CreateSpace Independent Publishing Platform

Amazon Digital Services LLC

314 pages in paperback

$9.90

Kindle version

$2.22

 

The Cleaner is the first in a series of novels about John Milton, a master assassin for the British government who has finally, after 130 or so kills, burned out – or acquired a conscience.

Here we begin with Milton’s last assignment, in which he kills three targets in cold blood and then finds himself unable to kill the woman’s young son. It is his epiphany and leads him to a conclusion that Control, the head of Group 15, is not prepared to accept. For Control, Milton is his Number One Cleaner, or he is useless, and too dangerous to let run loose. He may have to be decommissioned, in the bloodless deflective terminology of the agency.

The story continues with a sequence that reminded me bit of the silent cold opening from the late 60s British cult TV series, The Prisoner. In that sequence, Patrick McGoohan’s character, who seemed to have stepped right out of his earlier series, Danger Man (Secret Agent on American television), resigns from the British Secret Service and storms out of his boss’s office.

Hours later he is gassed unconscious at his flat and transported to an island home for defective spies, where he spends the next 12 or 13 episodes (this was one of the first mini-series) trying to escape.

So, to put it more bluntly, Milton will have to be put down if he doesn’t change his mind. Control would probably have loved to be able to use the solution from The Prisoner.

Milton’s second epiphany is when the black woman jumps down onto the tracks in the underground with the apparent intention of letting herself be run down by the approaching coaches. He saves her at some risk to his own life, and that act determines his immediate future.

Sharon has a son, Elijah. He’s beginning to mix with a bad lot and Sharon feels like she’s failed him, as she has failed at so many things and with so any people in her life. Milton has decided that his action obligates him to protect this woman and her teenage son, and determines that he will clean up the project neighbourhood. He rents a house, cases the area, finds an ally in a former soldier who runs a boxing club for local boys, and begins to build a relationship with the lad.

He’s not very good at it, and when he and Sharon finally spend the night together, Elijah, who was beginning to warm to him, assumes he is just another “John” using him to get to his mother’s bed.

After that, things get seriously nasty. Milton has to deal with a gangland rapper called Risky Bizness, as well as cope with the fact that he is being hunted by another Group 15 agent, who has orders to kill him.

The story is economical in its prose style and effective in its characterizations and action scenes.

If it appears odd that Milton doesn’t seem to anticipate the level of retaliatory violence that the rapper is prepared to use to protect his turf and his rep, that might be explained by the clandestine nature of his former occupation.
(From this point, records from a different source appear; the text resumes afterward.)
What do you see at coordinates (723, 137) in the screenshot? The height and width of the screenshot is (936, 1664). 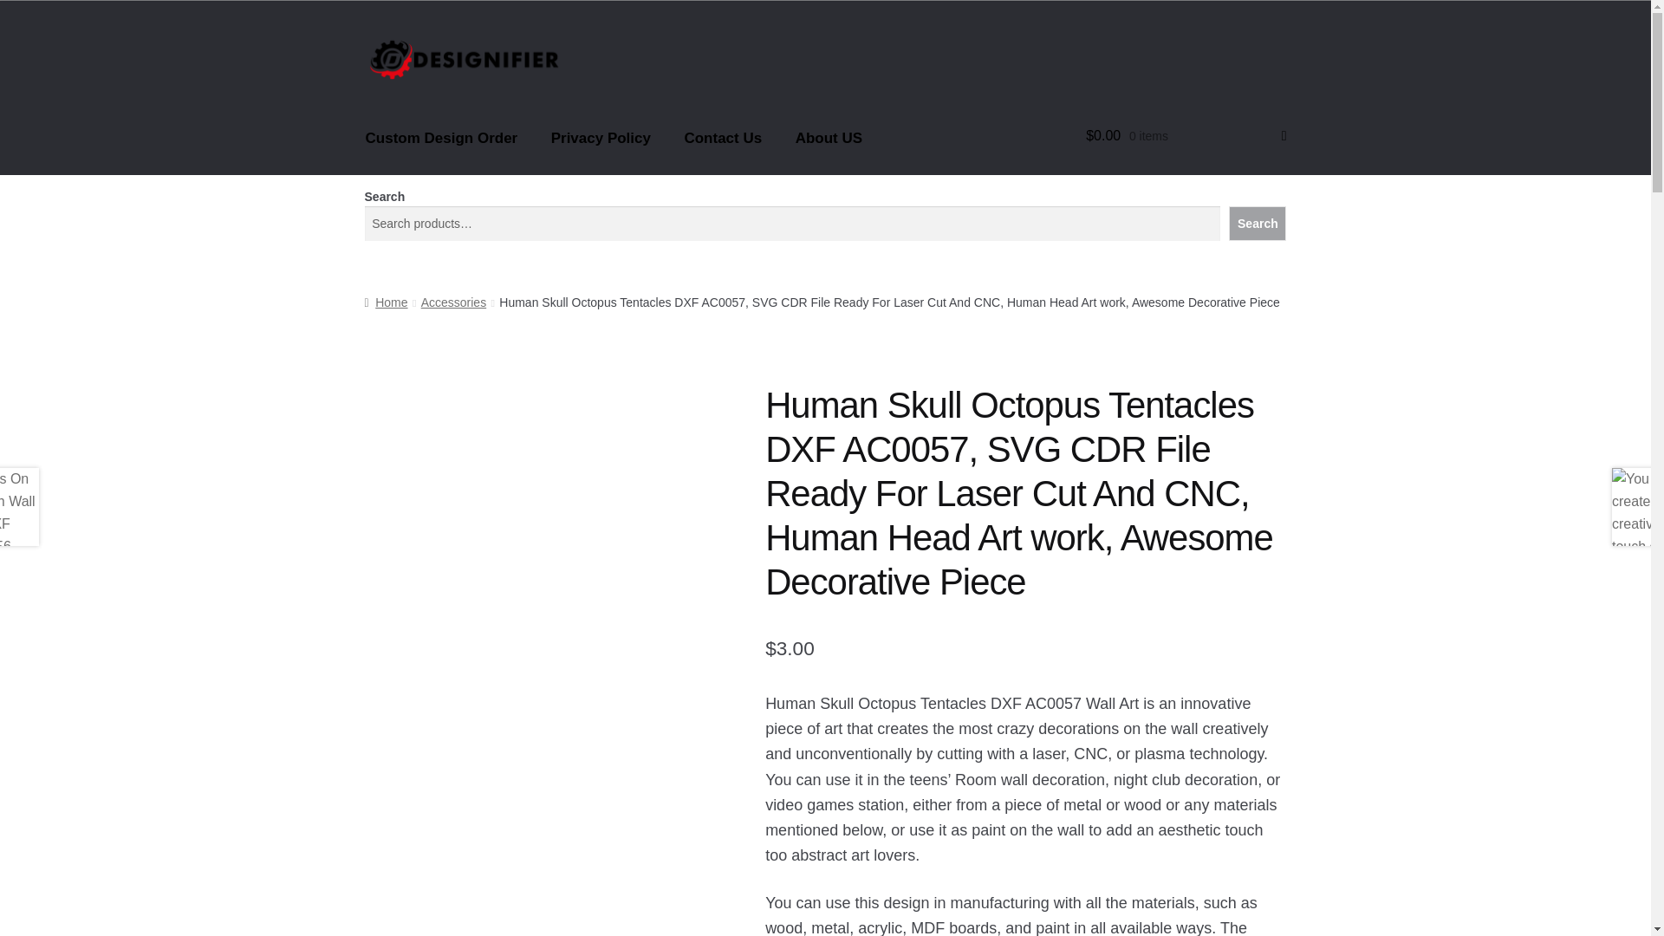 I see `Contact Us` at bounding box center [723, 137].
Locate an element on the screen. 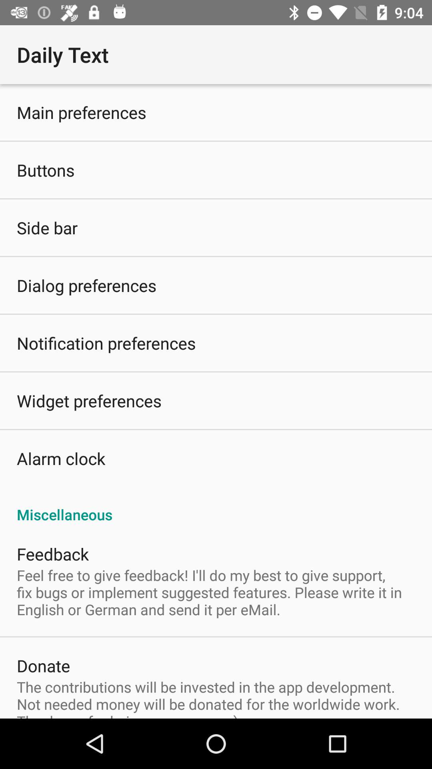 This screenshot has width=432, height=769. choose miscellaneous is located at coordinates (216, 506).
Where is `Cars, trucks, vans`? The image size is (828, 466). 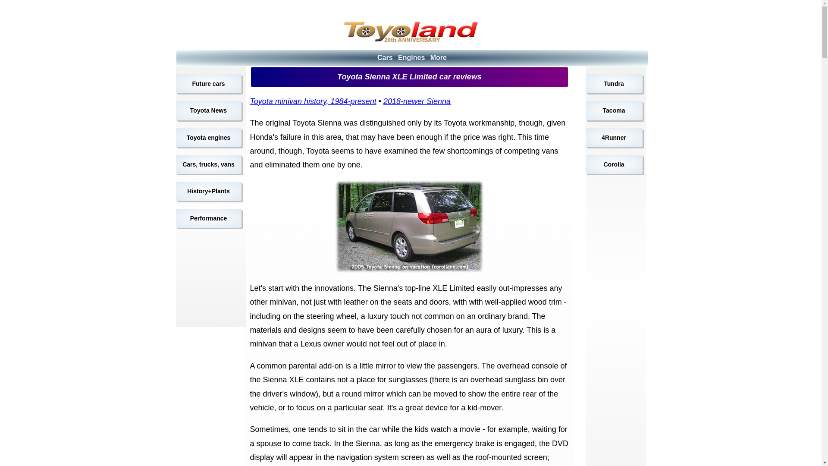 Cars, trucks, vans is located at coordinates (209, 164).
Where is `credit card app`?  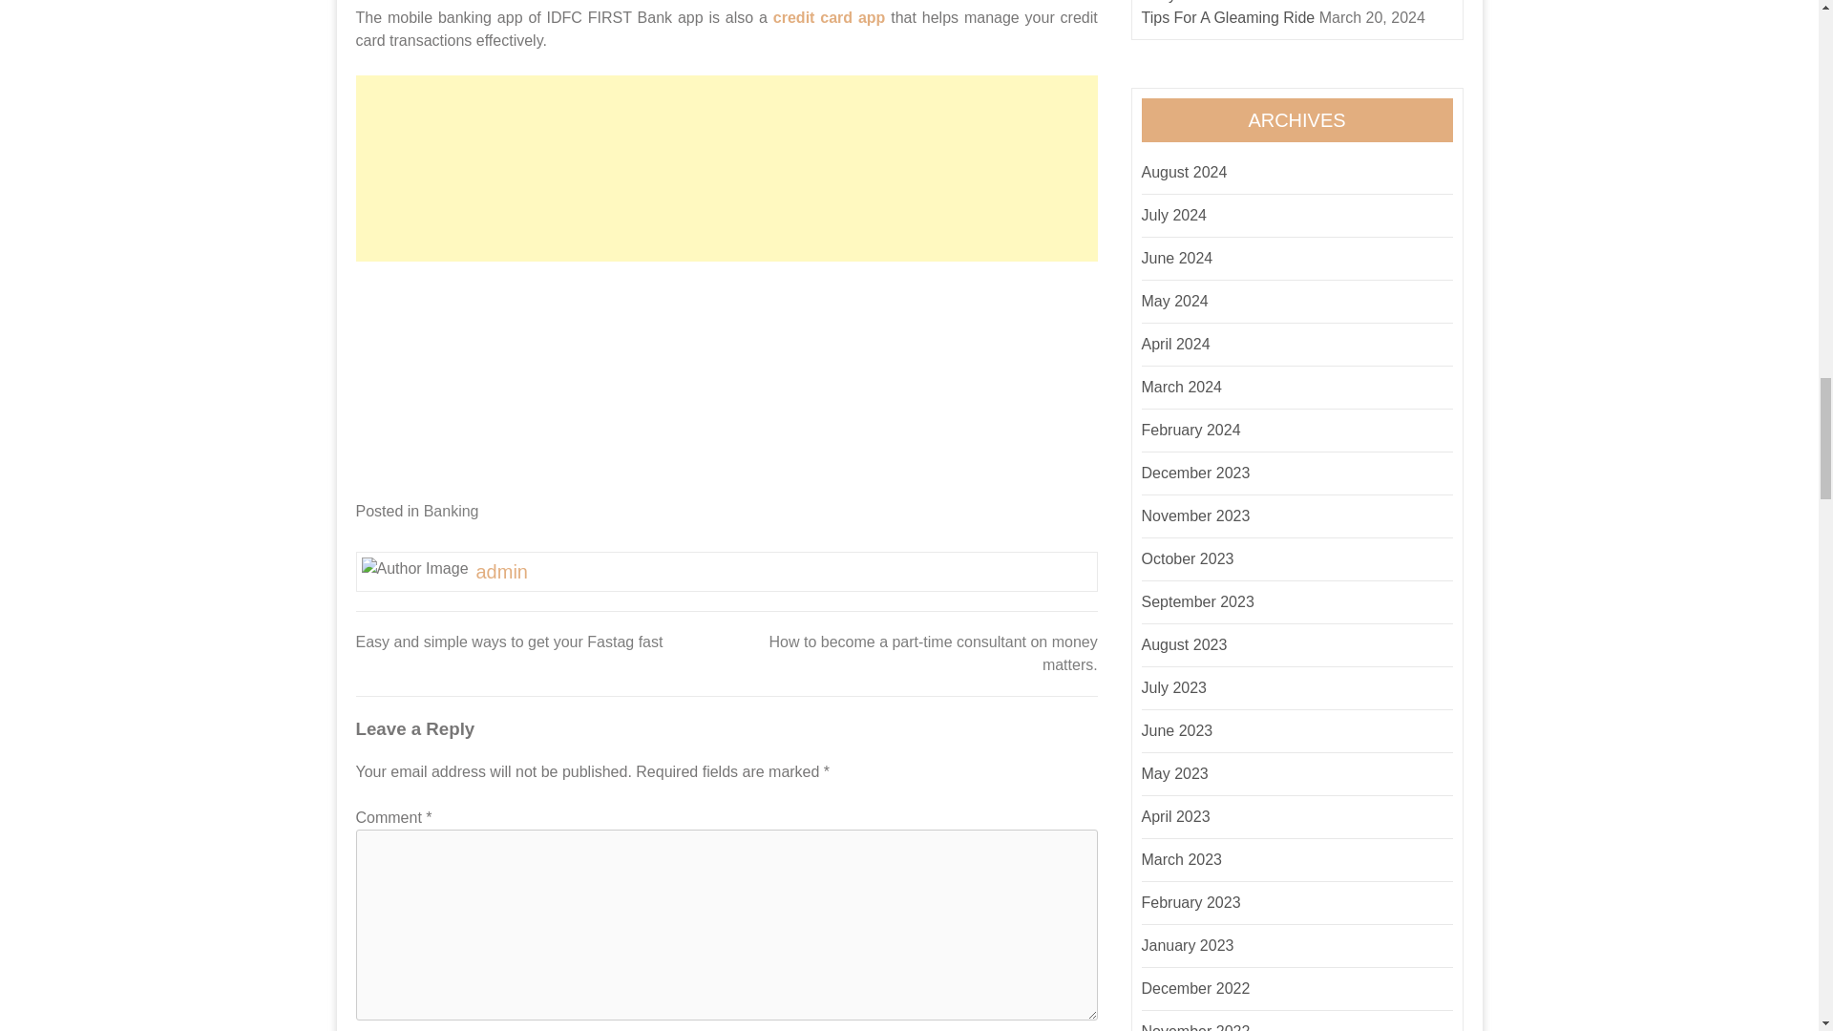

His has been a clinical profession in which matters of weapons, ambush, preparation and invisibility were key components. He doesn’t seem to have spent a lot of time dealing with people except as targets.

The advertising surrounding the series is a bit misleading. Milton is compared to Jack Reacher. Not that Reacher never assassinated anyone, but those deaths were executions as part of his service as an MP and involved people who had committed serious crimes, rather that simply being foreign policy inconveniences, as Milton’s targets were at the beginning of this book.

Milton’s going to be footloose, as far as I can see, but he’s also going to be on the run. The second novel begins with a series of agency memos summarizing what has already happened and recommending further action.

It also appears that this series is going to march on in chronological order, whereas Lee Child has his character jump all over his lifeline.

At the start Milton does come across as the sort of blunt instrument that Ian Fleming’s rendition of James Bond was (as opposed to the various movie incarnations), but you can see that he is beginning to change by the end of this book, and it may be interesting to see how he develops.

Dawson has self-published this book and the other nine in the series, plus a bunch of other books during the last several years, and my copy of The Cleaner came as part of an eight book ebundle from Kindle.